Forum
What is DR@W Forum?
DR@W Forum is an interdisciplinary discussion series which focuses on theoretical and empirical research about decision making.
The usual structure of the forum is a 30 - 45 minute introduction of the topic/working paper, with ample additional time for discussion.
The audience prefers discussing work-in-progress topics as opposed to finished papers. We meet on Thursdays between 2:30 and 3:45pm during term time. Contact John Taylor (John.Taylor[at]wbs.ac.uk) if you would like to suggest a speaker for a future event. Notifications of upcoming DR@W Forum events along with other decision research related activities can be obtained by registering with the moderated mailing list - email behaviour_spotlight at newlistserv dot warwick dot ac dot uk to be added to the list.
If you attend DR@W please take some time to fill in our survey It helps us understand who our audience are and how we can widen participation.

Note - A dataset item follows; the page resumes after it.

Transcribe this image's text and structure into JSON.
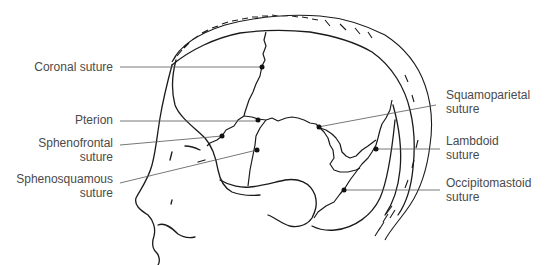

DR@W Forum: Erik Stuchly (Hamburg)
There is substantial evidence that humans engage their own decision-making mechanisms when predicting choices of others. According to one account, such predictions are implemented by the observer running a single simulation of the other person’s decision process in their mind and selecting the simulation outcome as the choice option. However, such an implementation would result in a large degree of stochasticity in predicted choices, thereby resulting in relatively low prediction accuracy.

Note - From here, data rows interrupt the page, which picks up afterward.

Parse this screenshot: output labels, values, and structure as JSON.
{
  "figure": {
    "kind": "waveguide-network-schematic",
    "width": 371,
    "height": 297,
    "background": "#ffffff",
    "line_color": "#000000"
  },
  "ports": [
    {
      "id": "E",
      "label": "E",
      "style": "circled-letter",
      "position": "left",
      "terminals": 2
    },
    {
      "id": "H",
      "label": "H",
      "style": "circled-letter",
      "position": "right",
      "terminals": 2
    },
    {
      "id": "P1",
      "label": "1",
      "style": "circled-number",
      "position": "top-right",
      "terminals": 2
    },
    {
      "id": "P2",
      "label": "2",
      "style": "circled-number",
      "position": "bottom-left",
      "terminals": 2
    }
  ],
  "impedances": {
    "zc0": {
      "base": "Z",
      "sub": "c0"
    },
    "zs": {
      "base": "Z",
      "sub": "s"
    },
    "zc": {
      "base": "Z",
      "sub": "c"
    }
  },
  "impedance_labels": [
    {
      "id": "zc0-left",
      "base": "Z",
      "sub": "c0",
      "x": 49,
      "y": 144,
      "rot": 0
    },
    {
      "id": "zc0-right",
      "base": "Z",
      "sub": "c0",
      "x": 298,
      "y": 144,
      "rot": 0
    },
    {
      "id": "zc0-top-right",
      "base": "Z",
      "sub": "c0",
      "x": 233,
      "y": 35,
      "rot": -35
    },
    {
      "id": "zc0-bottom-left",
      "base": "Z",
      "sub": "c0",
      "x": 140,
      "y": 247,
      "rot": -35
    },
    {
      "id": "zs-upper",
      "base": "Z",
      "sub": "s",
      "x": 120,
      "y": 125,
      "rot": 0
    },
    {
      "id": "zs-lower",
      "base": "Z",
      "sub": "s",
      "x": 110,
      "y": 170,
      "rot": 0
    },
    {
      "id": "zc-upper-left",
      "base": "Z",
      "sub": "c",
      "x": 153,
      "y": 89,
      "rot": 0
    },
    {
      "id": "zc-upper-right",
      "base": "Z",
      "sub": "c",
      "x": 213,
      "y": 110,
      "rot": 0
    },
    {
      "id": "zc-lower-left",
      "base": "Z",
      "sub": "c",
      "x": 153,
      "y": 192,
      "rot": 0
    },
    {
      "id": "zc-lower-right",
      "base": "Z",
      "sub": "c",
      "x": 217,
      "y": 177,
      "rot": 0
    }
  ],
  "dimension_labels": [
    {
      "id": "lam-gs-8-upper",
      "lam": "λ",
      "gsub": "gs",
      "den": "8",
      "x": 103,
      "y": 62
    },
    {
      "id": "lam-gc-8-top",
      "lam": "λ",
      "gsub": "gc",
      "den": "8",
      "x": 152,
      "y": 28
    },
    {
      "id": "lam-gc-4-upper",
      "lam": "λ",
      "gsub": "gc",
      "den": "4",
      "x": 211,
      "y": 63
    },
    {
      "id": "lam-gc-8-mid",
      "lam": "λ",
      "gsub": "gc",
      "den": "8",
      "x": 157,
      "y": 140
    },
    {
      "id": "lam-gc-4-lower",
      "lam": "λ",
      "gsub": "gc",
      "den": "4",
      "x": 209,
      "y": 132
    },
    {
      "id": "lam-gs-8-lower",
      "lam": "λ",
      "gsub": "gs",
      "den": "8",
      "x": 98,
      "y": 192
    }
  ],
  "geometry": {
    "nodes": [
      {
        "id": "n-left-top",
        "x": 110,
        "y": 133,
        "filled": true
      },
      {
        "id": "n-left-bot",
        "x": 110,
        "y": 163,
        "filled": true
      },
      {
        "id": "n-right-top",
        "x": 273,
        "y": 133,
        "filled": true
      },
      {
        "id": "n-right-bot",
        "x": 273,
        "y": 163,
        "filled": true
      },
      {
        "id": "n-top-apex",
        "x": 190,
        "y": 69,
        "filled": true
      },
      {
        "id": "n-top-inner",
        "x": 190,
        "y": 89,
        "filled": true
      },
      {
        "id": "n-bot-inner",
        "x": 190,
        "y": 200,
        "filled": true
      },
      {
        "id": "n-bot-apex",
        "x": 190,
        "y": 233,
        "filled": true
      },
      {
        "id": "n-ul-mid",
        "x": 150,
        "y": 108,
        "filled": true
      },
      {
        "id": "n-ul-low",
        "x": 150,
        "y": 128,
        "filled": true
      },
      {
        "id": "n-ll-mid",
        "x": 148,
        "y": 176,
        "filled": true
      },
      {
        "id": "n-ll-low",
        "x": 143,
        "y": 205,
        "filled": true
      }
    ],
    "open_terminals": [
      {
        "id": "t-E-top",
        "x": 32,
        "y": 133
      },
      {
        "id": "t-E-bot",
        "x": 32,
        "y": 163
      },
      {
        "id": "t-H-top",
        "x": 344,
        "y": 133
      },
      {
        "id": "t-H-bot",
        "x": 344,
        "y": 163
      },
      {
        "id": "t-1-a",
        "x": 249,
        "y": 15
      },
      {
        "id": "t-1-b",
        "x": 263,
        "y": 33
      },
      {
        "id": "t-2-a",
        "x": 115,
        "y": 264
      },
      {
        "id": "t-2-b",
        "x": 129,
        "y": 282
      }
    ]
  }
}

In this talk, I will present an alternative idea - that observers could reduce uncertainty and increase prediction accuracy by simulating the decision between the same two options multiple times, sampling the outcomes of these simulations and then selecting the option corresponding to the most frequent outcome.
I will present results from a behavioural decision study employing the modified dictator game paradigm, aimed at testing whether we can identify behavioural indicators of sampling multiple simulation outcomes when participants predict other’s choices: specifically, whether participants show lower stochasticity and higher response times in predictions than self-decisions, after controlling for decision difficulty across these two conditions. I will complement these behavioural findings with analyses based on comparing the Drift-Diffusion model and a “sampling-of-decision-outcomes” model of choice. Together, these findings will shed light on potential differences between the mechanisms involved in making choices for ourselves and predicting the choices of others.